SHIFTING FROM WRONG VIEW TO RIGHT VIEW

|Sweden 2019 Retreat Opening Instructions (33:03-37:24)

Wrong view is when we personalize every experience – and when we personalize the experience, it allows unwholesome qualities to grow in the mind.

So, if you think “I am angry”, it keeps you feeling angry; if you think “I’m hurt”, it keeps you feeling hurt. It is not a skillful quality to help the mind to find peace.

That’s what wrong view does; that’s why right view is important.

Generally, this wrong view is so subtle that that we don’t detect it – it is everywhere because everything is “my” experience. “I” know; “I” am being aware; “I” feel; “I” think; everything is connected to “me”. 

If wrong view is unrecognized, it allows the unwholesome qualities to grow – for example, when we’re anxious, we feel more and more anxious when we think that way, “I’m anxious, what shall I do? What do they think of me?” These thoughts feed the personalizing of what is happening, it feeds the unwholesome; likewise, when we’re angry and greedy. 

The less we can personalize, the less the reaction – for example, if somebody else is angry and it doesn’t have to do with us, we don’t feel too much. If it has to do with you, you’ll react more. The less we identify with the unwholesome, the less the effect it can have on you.

We don’t have to get rid of wrong view; we just need to recognize it and intellectually try to understand right view – that it is just a process; something is happening in the mind and it is a natural process. We are going to use words like “this is the nature of the mind, or this is anger” in place of “I’m angry”. Or, “what does anxiety feel like?” so that we are less identified with them; we’ll try to use them so that we can observe them more neutrally.

For example, when we have pain in the body and we think “I feel so much pain”, it feels more painful; and if we try to use different words like “This is the nature of pain”, it will actually feel less tight and painful.

So, we try to shift our view intellectually, a little bit, and see how it helps us in being aware of what is happening more objectively.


▸ **ACTIVITY**:
Copy out all lines from the entries below in which "Diego" occurs.

[Items from a figure collection]
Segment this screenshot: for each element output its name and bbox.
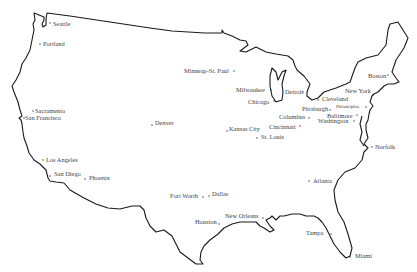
city-atlanta: Atlanta — [308, 177, 332, 184]
city-label: Minneap-St. Paul — [184, 67, 229, 74]
city-new-orleans: New Orleans — [225, 212, 264, 219]
city-dallas: Dallas — [208, 190, 229, 197]
city-label: Portland — [43, 40, 65, 47]
city-label: New York — [345, 87, 372, 94]
city-dot-icon — [371, 146, 372, 147]
city-dot-icon — [372, 94, 373, 95]
city-label: Denver — [155, 119, 175, 126]
city-boston: Boston — [368, 72, 389, 79]
city-label: Tampa — [306, 229, 323, 236]
lake-michigan — [270, 68, 286, 102]
city-label: Cincinnati — [269, 123, 296, 130]
city-st-louis: St. Louis — [256, 133, 284, 140]
city-label: San Diego — [54, 170, 81, 177]
city-label: Philadelphia — [336, 104, 359, 109]
city-pittsburgh: Pittsburgh — [302, 105, 331, 112]
city-label: Norfolk — [375, 143, 396, 150]
city-dot-icon — [256, 137, 257, 138]
city-dot-icon — [308, 180, 309, 181]
city-dot-icon — [317, 99, 318, 100]
city-label: Houston — [195, 218, 217, 225]
city-label: Cleveland — [322, 95, 349, 102]
city-los-angeles: Los Angeles — [42, 156, 78, 163]
us-outline — [12, 13, 408, 264]
city-dot-icon — [365, 106, 366, 107]
city-dot-icon — [262, 217, 263, 218]
city-dot-icon — [387, 74, 388, 75]
city-label: Sacramento — [35, 107, 65, 114]
city-minneap-st-paul: Minneap-St. Paul — [184, 67, 235, 74]
city-dot-icon — [202, 196, 203, 197]
city-philadelphia: Philadelphia — [336, 104, 367, 109]
city-milwaukee: Milwaukee — [236, 86, 272, 93]
city-dot-icon — [299, 125, 300, 126]
city-label: Los Angeles — [46, 156, 78, 163]
city-dot-icon — [49, 175, 50, 176]
city-phoenix: Phoenix — [84, 174, 110, 181]
city-label: Seattle — [53, 20, 71, 27]
city-label: New Orleans — [225, 212, 259, 219]
city-chicago: Chicago — [248, 98, 275, 105]
city-columbus: Columbus — [279, 113, 310, 120]
city-fort-worth: Fort Worth — [170, 192, 204, 199]
city-dot-icon — [218, 223, 219, 224]
city-kansas-city: Kansas City — [226, 125, 261, 132]
city-dot-icon — [353, 120, 354, 121]
city-cleveland: Cleveland — [317, 95, 348, 102]
city-dot-icon — [84, 178, 85, 179]
city-dot-icon — [330, 233, 331, 234]
city-dot-icon — [39, 43, 40, 44]
city-cincinnati: Cincinnati — [269, 123, 301, 130]
city-dot-icon — [329, 109, 330, 110]
city-dot-icon — [226, 130, 227, 131]
city-label: Miami — [355, 252, 372, 259]
city-label: Detroit — [285, 88, 303, 95]
city-dot-icon — [151, 124, 152, 125]
city-label: Phoenix — [89, 174, 111, 181]
city-new-york: New York — [345, 87, 374, 96]
city-denver: Denver — [151, 119, 174, 126]
city-label: Atlanta — [313, 177, 332, 184]
city-label: Pittsburgh — [302, 105, 329, 112]
us-map: SeattlePortlandSacramentoSan FranciscoLo… — [0, 0, 417, 272]
city-dot-icon — [32, 110, 33, 111]
city-dot-icon — [356, 114, 357, 115]
city-portland: Portland — [39, 40, 65, 47]
city-san-diego: San Diego — [49, 170, 81, 177]
city-label: Boston — [368, 72, 387, 79]
city-houston: Houston — [195, 218, 220, 225]
city-dot-icon — [208, 195, 209, 196]
city-dot-icon — [49, 22, 50, 23]
city-sacramento: Sacramento — [32, 107, 65, 114]
city-dot-icon — [273, 100, 274, 101]
city-miami: Miami — [349, 252, 372, 259]
city-label: Dallas — [212, 190, 229, 197]
city-label: Fort Worth — [170, 192, 199, 199]
chesapeake-bay — [360, 116, 364, 146]
city-norfolk: Norfolk — [371, 143, 396, 150]
city-dot-icon — [349, 256, 350, 257]
city-label: Kansas City — [229, 125, 261, 132]
city-dot-icon — [308, 117, 309, 118]
city-dot-icon — [42, 159, 43, 160]
city-label: San Francisco — [25, 114, 61, 121]
city-seattle: Seattle — [49, 20, 70, 27]
city-detroit: Detroit — [285, 88, 304, 95]
city-label: St. Louis — [261, 133, 285, 140]
city-dot-icon — [233, 70, 234, 71]
city-san-francisco: San Francisco — [23, 114, 61, 121]
city-layer: SeattlePortlandSacramentoSan FranciscoLo… — [23, 20, 396, 260]
city-label: Chicago — [248, 98, 269, 105]
city-dot-icon — [270, 89, 271, 90]
city-label: Columbus — [279, 113, 306, 120]
city-label: Washington — [318, 117, 349, 124]
city-label: Milwaukee — [236, 86, 265, 93]
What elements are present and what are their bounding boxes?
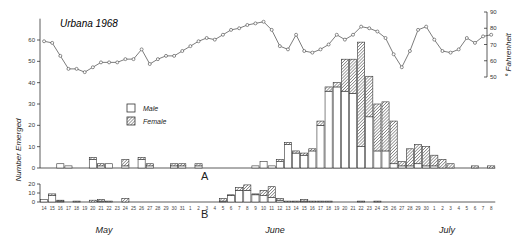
male-bar — [398, 166, 405, 168]
female-bar — [195, 164, 202, 166]
male-bar — [358, 147, 365, 168]
day-label: 30 — [424, 206, 430, 211]
panel-a-tick-label: 0 — [32, 165, 36, 171]
day-label: 2 — [197, 206, 200, 211]
male-bar — [293, 153, 300, 168]
temp-point — [343, 38, 346, 41]
day-label: 18 — [74, 206, 80, 211]
day-label: 14 — [42, 206, 48, 211]
panel-a-label: A — [201, 170, 209, 182]
female-bar — [97, 199, 104, 201]
temp-point — [254, 22, 257, 25]
day-label: 18 — [326, 206, 332, 211]
temp-point — [400, 66, 403, 69]
y-right-axis-label: ° Fahrenheit — [504, 32, 513, 76]
day-label: 5 — [466, 206, 469, 211]
day-label: 25 — [383, 206, 389, 211]
male-bar — [276, 162, 283, 168]
male-bar — [349, 93, 356, 168]
day-axis: 1415161718192021222324252627282930311234… — [42, 206, 493, 211]
temp-tick-label: 50 — [490, 74, 497, 80]
temp-tick-label: 70 — [490, 42, 497, 48]
temp-point — [465, 37, 468, 40]
day-label: 7 — [482, 206, 485, 211]
day-label: 28 — [155, 206, 161, 211]
day-label: 4 — [214, 206, 217, 211]
temp-point — [173, 54, 176, 57]
female-bar — [49, 194, 56, 196]
temp-point — [392, 53, 395, 56]
temp-point — [91, 66, 94, 69]
day-label: 16 — [58, 206, 64, 211]
legend: Male Female — [127, 104, 166, 125]
female-bar — [276, 198, 283, 200]
temp-point — [197, 40, 200, 43]
female-bar — [439, 159, 446, 168]
male-bar — [325, 91, 332, 168]
temp-point — [286, 48, 289, 51]
female-bar — [227, 195, 234, 196]
panel-a-tick-label: 50 — [28, 58, 35, 64]
day-label: 8 — [246, 206, 249, 211]
female-bar — [488, 166, 495, 168]
temp-point — [132, 58, 135, 61]
male-bar — [227, 196, 234, 202]
female-bar — [268, 187, 275, 198]
male-bar — [382, 151, 389, 168]
number-emerged-axis: 010203040506001020 — [28, 19, 40, 205]
temp-point — [473, 41, 476, 44]
female-bar — [284, 142, 291, 144]
day-label: 30 — [172, 206, 178, 211]
day-label: 14 — [294, 206, 300, 211]
male-bar — [146, 166, 153, 168]
temp-tick-label: 90 — [490, 9, 497, 15]
temp-point — [490, 33, 493, 36]
male-bar — [414, 164, 421, 168]
temp-point — [408, 50, 411, 53]
male-bar — [341, 91, 348, 168]
male-bar — [97, 166, 104, 168]
male-bar — [333, 87, 340, 168]
day-label: 6 — [474, 206, 477, 211]
female-bar — [317, 121, 324, 125]
day-label: 10 — [261, 206, 267, 211]
female-bar — [374, 201, 381, 202]
female-bar — [358, 42, 365, 147]
legend-female-label: Female — [143, 118, 166, 125]
day-label: 6 — [230, 206, 233, 211]
temp-point — [425, 25, 428, 28]
female-bar — [341, 59, 348, 91]
male-bar — [317, 125, 324, 168]
temp-point — [156, 58, 159, 61]
female-bar — [366, 76, 373, 117]
temp-point — [59, 54, 62, 57]
day-label: 26 — [139, 206, 145, 211]
day-label: 19 — [82, 206, 88, 211]
day-label: 7 — [238, 206, 241, 211]
female-bar — [447, 164, 454, 168]
day-label: 3 — [449, 206, 452, 211]
panel-a-tick-label: 60 — [28, 37, 35, 43]
month-label-may: May — [95, 225, 113, 235]
legend-male-label: Male — [143, 105, 158, 112]
temp-point — [278, 45, 281, 48]
day-label: 24 — [375, 206, 381, 211]
day-label: 13 — [285, 206, 291, 211]
male-bar — [179, 166, 186, 168]
temp-point — [148, 63, 151, 66]
male-bar — [171, 166, 178, 168]
day-label: 24 — [123, 206, 129, 211]
day-label: 25 — [131, 206, 137, 211]
male-bar — [301, 155, 308, 168]
female-bar — [358, 201, 365, 202]
temp-point — [99, 61, 102, 64]
female-bar — [349, 59, 356, 93]
temp-point — [327, 43, 330, 46]
male-bar — [406, 166, 413, 168]
male-bar — [195, 166, 202, 168]
day-label: 12 — [277, 206, 283, 211]
day-label: 21 — [98, 206, 104, 211]
female-bar — [106, 201, 113, 202]
day-label: 29 — [163, 206, 169, 211]
female-bar — [179, 164, 186, 166]
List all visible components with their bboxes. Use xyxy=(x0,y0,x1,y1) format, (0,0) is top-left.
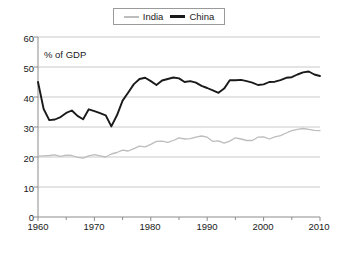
ytick-label-40: 40 xyxy=(10,94,34,104)
xtick-label-2010: 2010 xyxy=(299,222,338,232)
xtick-label-2000: 2000 xyxy=(243,222,283,232)
xtick-label-1970: 1970 xyxy=(74,222,114,232)
ytick-label-50: 50 xyxy=(10,64,34,74)
xtick-label-1980: 1980 xyxy=(130,222,170,232)
ytick-label-10: 10 xyxy=(10,184,34,194)
ytick-label-20: 20 xyxy=(10,154,34,164)
chart-container: India China % of GDP 60 50 40 30 20 10 0… xyxy=(0,0,338,253)
series-line-china xyxy=(38,72,320,127)
xtick-label-1990: 1990 xyxy=(187,222,227,232)
ytick-label-30: 30 xyxy=(10,124,34,134)
xtick-label-1960: 1960 xyxy=(18,222,58,232)
series-line-india xyxy=(38,129,320,159)
plot-area xyxy=(0,0,338,253)
ytick-label-60: 60 xyxy=(10,34,34,44)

▸ **RESPONSE FOR THIS EXERCISE**:
city-label: San Diego — [54, 170, 81, 177]
city-san-diego: San Diego — [49, 170, 81, 177]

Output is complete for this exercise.